Live streams and distance learning are the new tools to resume field work and communicate results
How to keep working with Amazon communities in times of pandemic? What benefits can we achieve sharing traditional and scientific knowledge? How can biodiversity monitoring results reach the wider society?
These are some of the questions the Participatory Biodiversity Monitoring (MPB in Portuguese) team was trying to answer during the development of a series of weekly online chats open to the public. The live streams aimed to publicize the project, at a time when face-to-face activities in the Amazon Protected Areas have been suspended due to the COVID-19 pandemic.
During several live streams held by the Institute of Ecological Research (IPÊ) between September and October 2020, participants discussed how monitoring contributes to the preservation of biodiversity, how sustainable managed pirarucu and forest management chains are being monitored, and how Knowledge Gatherings among researchers and local communities help to combine science and traditional knowledge. Almost 400 people joined those live conversations, and some of the videos reached up to 1,500 views.
The Knowledge Gatherings promote discussions among researchers, monitors, managers, and community leaders so that each one, building on their experience, can start looking at biodiversity through a scientific lens. Before March 2020, gatherings were held at the protected areas covered by the project.
The MPB in the Amazon region is jointly led by IPÊ and Chico Mendes Institute for Biodiversity Conservation (ICMBio). And it is part of the National Biodiversity Monitoring Program (Monitora), which follows standard protocols for species in Protected Areas.
The goal of the MPB is to support biodiversity monitoring and promote socio environmental engagement to strengthen management and conservation. In five years, the program has directly benefited more than 4,700 people in 17 protected areas in the Brazilian Amazon.
Under the wider concept of participatory monitoring, additional protocols have been created by the MPB in collaboration with local communities, including, among others, Brazil nut production and the management of animal species (such as turtles and pirarucus). Each community can choose one species for monitoring, according to their needs.
“The MPB came to a complete stop between March and August. Since then, specific activities have resumed, such as distance training for monitors and live streams. Our biggest challenge is to resume the Knowledge Gatherings, the core of the current stage of the project. In the coming months, we will begin testing video conferencing facilities, which would allow people to remain in their communities, and attend outdoor gatherings virtually," explains Cristina Tófoli, project manager at IPÊ.
One of such online distance courses was held in October with monitors from the River Unini Extractivist Reserve (Resex) in Amazonas State. The goal was to present the pirarucu monitoring protocol and provide guidance on filling the forms with bioecological and socioeconomic information.
The pirarucu protocol was created in a participatory manner, with the support of ICMBio’s managers of Conservation Units (as Brazil calls its public protected areas), local partners, IBAMA environmental analysts, researchers and staff from IPÊ. It is currently being tested with the participation of management groups from four Units, and should result in a standard tool to assess the status of that species, as well as the environmental, economic and social efficiency of the sustainable management of pirarucu.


> **What is required**
Down to the last line, reproduce the data that follows, but skip the pictures.

___ Listed entries

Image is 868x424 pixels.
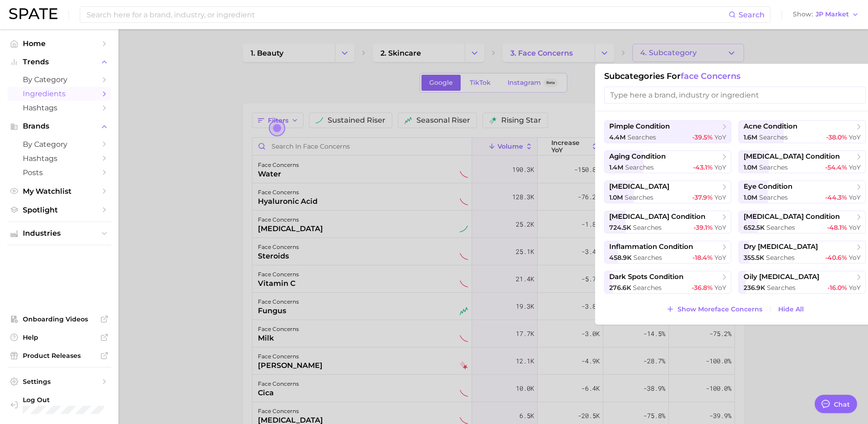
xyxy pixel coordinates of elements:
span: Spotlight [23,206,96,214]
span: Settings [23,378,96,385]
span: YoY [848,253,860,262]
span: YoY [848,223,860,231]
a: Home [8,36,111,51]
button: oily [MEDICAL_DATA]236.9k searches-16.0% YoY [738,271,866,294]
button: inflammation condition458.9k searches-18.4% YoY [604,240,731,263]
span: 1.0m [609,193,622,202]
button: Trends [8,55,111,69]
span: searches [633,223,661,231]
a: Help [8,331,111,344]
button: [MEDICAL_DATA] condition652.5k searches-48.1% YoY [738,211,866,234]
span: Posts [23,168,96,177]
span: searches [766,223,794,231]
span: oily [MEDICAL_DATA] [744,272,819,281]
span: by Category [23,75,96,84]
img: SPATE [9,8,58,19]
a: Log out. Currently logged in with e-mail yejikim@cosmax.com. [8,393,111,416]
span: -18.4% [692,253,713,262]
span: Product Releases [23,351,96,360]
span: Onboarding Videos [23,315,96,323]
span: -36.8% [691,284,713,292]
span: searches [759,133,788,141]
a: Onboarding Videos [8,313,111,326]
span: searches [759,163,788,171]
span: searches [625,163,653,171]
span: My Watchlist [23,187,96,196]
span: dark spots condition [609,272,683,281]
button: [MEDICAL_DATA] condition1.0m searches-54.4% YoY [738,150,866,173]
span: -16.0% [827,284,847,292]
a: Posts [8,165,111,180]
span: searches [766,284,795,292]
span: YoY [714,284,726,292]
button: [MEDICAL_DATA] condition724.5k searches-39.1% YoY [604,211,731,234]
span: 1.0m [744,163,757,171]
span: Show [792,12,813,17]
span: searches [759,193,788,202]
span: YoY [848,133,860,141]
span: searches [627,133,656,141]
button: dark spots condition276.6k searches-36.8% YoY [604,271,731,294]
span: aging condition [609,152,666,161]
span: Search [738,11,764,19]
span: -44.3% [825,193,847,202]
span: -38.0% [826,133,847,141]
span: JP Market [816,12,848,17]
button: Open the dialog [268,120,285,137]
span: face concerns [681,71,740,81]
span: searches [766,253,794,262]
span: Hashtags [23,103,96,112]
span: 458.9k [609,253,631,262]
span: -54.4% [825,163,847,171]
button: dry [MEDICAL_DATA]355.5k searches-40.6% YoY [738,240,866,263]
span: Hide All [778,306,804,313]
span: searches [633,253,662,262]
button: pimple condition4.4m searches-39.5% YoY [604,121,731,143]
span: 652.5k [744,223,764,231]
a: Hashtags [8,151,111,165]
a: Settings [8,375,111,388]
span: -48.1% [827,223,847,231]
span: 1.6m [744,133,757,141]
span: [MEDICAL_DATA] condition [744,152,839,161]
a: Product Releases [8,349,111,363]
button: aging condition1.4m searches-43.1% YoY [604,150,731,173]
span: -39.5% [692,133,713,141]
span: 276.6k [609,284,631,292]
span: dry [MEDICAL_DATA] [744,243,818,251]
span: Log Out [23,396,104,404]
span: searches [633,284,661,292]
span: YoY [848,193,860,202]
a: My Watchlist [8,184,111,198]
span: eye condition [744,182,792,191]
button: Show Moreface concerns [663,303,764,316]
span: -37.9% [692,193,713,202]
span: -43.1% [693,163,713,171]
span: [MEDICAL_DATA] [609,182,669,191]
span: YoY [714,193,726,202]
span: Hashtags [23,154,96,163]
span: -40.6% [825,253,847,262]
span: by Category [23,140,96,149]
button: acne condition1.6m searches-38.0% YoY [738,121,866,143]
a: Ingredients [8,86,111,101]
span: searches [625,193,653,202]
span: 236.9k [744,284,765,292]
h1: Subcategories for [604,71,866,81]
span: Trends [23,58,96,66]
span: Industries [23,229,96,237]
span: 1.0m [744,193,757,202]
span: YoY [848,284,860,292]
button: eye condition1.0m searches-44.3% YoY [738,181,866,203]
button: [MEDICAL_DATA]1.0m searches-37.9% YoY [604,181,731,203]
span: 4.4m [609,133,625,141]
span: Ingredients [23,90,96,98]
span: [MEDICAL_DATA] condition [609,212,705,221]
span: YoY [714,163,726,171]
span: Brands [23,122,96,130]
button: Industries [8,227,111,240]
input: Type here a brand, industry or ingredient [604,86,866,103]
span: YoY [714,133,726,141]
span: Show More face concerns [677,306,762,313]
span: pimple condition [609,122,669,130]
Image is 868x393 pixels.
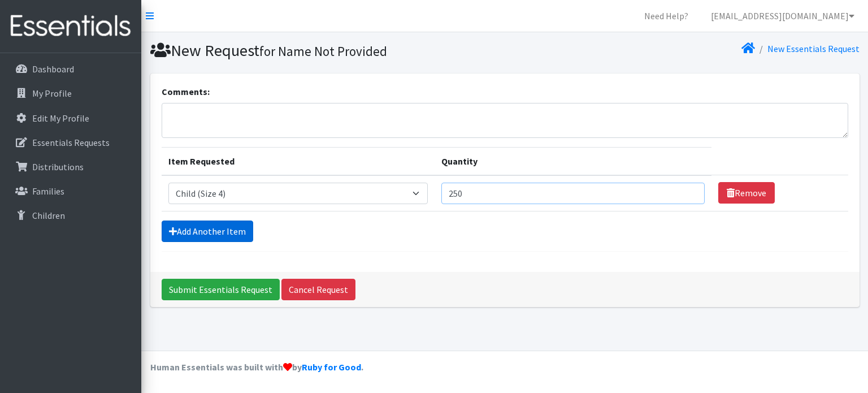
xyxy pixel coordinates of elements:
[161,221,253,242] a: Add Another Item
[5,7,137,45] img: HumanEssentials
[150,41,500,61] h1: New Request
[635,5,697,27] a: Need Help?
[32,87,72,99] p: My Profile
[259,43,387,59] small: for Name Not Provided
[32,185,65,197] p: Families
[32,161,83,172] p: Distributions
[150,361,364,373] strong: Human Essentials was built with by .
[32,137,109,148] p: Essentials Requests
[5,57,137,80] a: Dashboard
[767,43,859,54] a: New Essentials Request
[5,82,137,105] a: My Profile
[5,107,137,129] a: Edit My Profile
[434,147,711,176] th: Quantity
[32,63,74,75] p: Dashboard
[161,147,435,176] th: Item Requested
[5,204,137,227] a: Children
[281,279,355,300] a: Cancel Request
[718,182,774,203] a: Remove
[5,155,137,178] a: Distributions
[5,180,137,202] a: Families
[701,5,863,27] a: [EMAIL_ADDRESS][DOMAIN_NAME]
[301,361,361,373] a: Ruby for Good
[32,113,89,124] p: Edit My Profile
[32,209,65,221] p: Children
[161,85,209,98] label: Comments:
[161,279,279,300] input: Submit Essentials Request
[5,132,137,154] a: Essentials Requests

______

> **Output**
Image is 868x424 pixels.
xyxy pixel coordinates of elements:
span: Spotlight [23,206,96,214]
span: Settings [23,378,96,385]
span: YoY [848,253,860,262]
span: YoY [848,223,860,231]
a: Home [8,36,111,51]
button: oily [MEDICAL_DATA]236.9k searches-16.0% YoY [738,271,866,294]
button: inflammation condition458.9k searches-18.4% YoY [604,240,731,263]
span: 1.0m [609,193,622,202]
button: Trends [8,55,111,69]
span: searches [633,223,661,231]
a: Help [8,331,111,344]
button: [MEDICAL_DATA] condition652.5k searches-48.1% YoY [738,211,866,234]
span: Posts [23,168,96,177]
span: searches [766,223,794,231]
span: oily [MEDICAL_DATA] [744,272,819,281]
span: by Category [23,75,96,84]
img: SPATE [9,8,58,19]
a: Log out. Currently logged in with e-mail yejikim@cosmax.com. [8,393,111,416]
span: -18.4% [692,253,713,262]
span: Product Releases [23,351,96,360]
span: Onboarding Videos [23,315,96,323]
span: -36.8% [691,284,713,292]
span: searches [759,133,788,141]
a: Onboarding Videos [8,313,111,326]
span: searches [759,163,788,171]
span: searches [625,163,653,171]
span: My Watchlist [23,187,96,196]
span: dark spots condition [609,272,683,281]
button: [MEDICAL_DATA] condition1.0m searches-54.4% YoY [738,150,866,173]
span: -16.0% [827,284,847,292]
a: Posts [8,165,111,180]
span: searches [766,284,795,292]
span: YoY [714,284,726,292]
button: [MEDICAL_DATA] condition724.5k searches-39.1% YoY [604,211,731,234]
span: 1.0m [744,163,757,171]
span: Show [792,12,813,17]
span: searches [759,193,788,202]
span: YoY [848,133,860,141]
span: searches [627,133,656,141]
button: dark spots condition276.6k searches-36.8% YoY [604,271,731,294]
span: aging condition [609,152,666,161]
span: Search [738,11,764,19]
span: -44.3% [825,193,847,202]
span: -38.0% [826,133,847,141]
span: JP Market [816,12,848,17]
button: Open the dialog [268,120,285,137]
span: face concerns [681,71,740,81]
span: searches [766,253,794,262]
span: Hashtags [23,103,96,112]
span: 458.9k [609,253,631,262]
span: -54.4% [825,163,847,171]
button: dry [MEDICAL_DATA]355.5k searches-40.6% YoY [738,240,866,263]
span: Hide All [778,306,804,313]
span: searches [633,253,662,262]
button: pimple condition4.4m searches-39.5% YoY [604,121,731,143]
span: 652.5k [744,223,764,231]
a: Hashtags [8,151,111,165]
a: Settings [8,375,111,388]
span: -48.1% [827,223,847,231]
span: 1.6m [744,133,757,141]
span: [MEDICAL_DATA] condition [744,152,839,161]
a: Product Releases [8,349,111,363]
button: aging condition1.4m searches-43.1% YoY [604,150,731,173]
span: -39.5% [692,133,713,141]
span: 276.6k [609,284,631,292]
span: dry [MEDICAL_DATA] [744,243,818,251]
span: Log Out [23,396,104,404]
span: searches [633,284,661,292]
span: YoY [848,193,860,202]
a: My Watchlist [8,184,111,198]
span: eye condition [744,182,792,191]
button: Show Moreface concerns [663,303,764,316]
span: -37.9% [692,193,713,202]
span: -43.1% [693,163,713,171]
span: [MEDICAL_DATA] [609,182,669,191]
span: YoY [714,193,726,202]
span: Hashtags [23,154,96,163]
span: -40.6% [825,253,847,262]
span: by Category [23,140,96,149]
button: acne condition1.6m searches-38.0% YoY [738,121,866,143]
a: Ingredients [8,86,111,101]
span: searches [625,193,653,202]
span: 236.9k [744,284,765,292]
h1: Subcategories for [604,71,866,81]
span: Trends [23,58,96,66]
span: Industries [23,229,96,237]
span: 1.0m [744,193,757,202]
span: YoY [848,284,860,292]
button: eye condition1.0m searches-44.3% YoY [738,181,866,203]
button: [MEDICAL_DATA]1.0m searches-37.9% YoY [604,181,731,203]
span: 4.4m [609,133,625,141]
span: Ingredients [23,90,96,98]
span: [MEDICAL_DATA] condition [609,212,705,221]
span: YoY [714,163,726,171]
span: Brands [23,122,96,130]
button: Industries [8,227,111,240]
input: Type here a brand, industry or ingredient [604,86,866,103]
span: YoY [714,133,726,141]
span: Show More face concerns [677,306,762,313]
span: pimple condition [609,122,669,130]
Image is 868x393 pixels.
xyxy pixel coordinates of elements:
[161,221,253,242] a: Add Another Item
[5,7,137,45] img: HumanEssentials
[150,41,500,61] h1: New Request
[635,5,697,27] a: Need Help?
[32,87,72,99] p: My Profile
[259,43,387,59] small: for Name Not Provided
[32,185,65,197] p: Families
[32,161,83,172] p: Distributions
[150,361,364,373] strong: Human Essentials was built with by .
[32,137,109,148] p: Essentials Requests
[5,57,137,80] a: Dashboard
[767,43,859,54] a: New Essentials Request
[5,82,137,105] a: My Profile
[5,107,137,129] a: Edit My Profile
[434,147,711,176] th: Quantity
[32,63,74,75] p: Dashboard
[161,147,435,176] th: Item Requested
[5,204,137,227] a: Children
[281,279,355,300] a: Cancel Request
[718,182,774,203] a: Remove
[5,155,137,178] a: Distributions
[5,180,137,202] a: Families
[701,5,863,27] a: [EMAIL_ADDRESS][DOMAIN_NAME]
[301,361,361,373] a: Ruby for Good
[32,113,89,124] p: Edit My Profile
[32,209,65,221] p: Children
[161,85,209,98] label: Comments:
[161,279,279,300] input: Submit Essentials Request
[5,132,137,154] a: Essentials Requests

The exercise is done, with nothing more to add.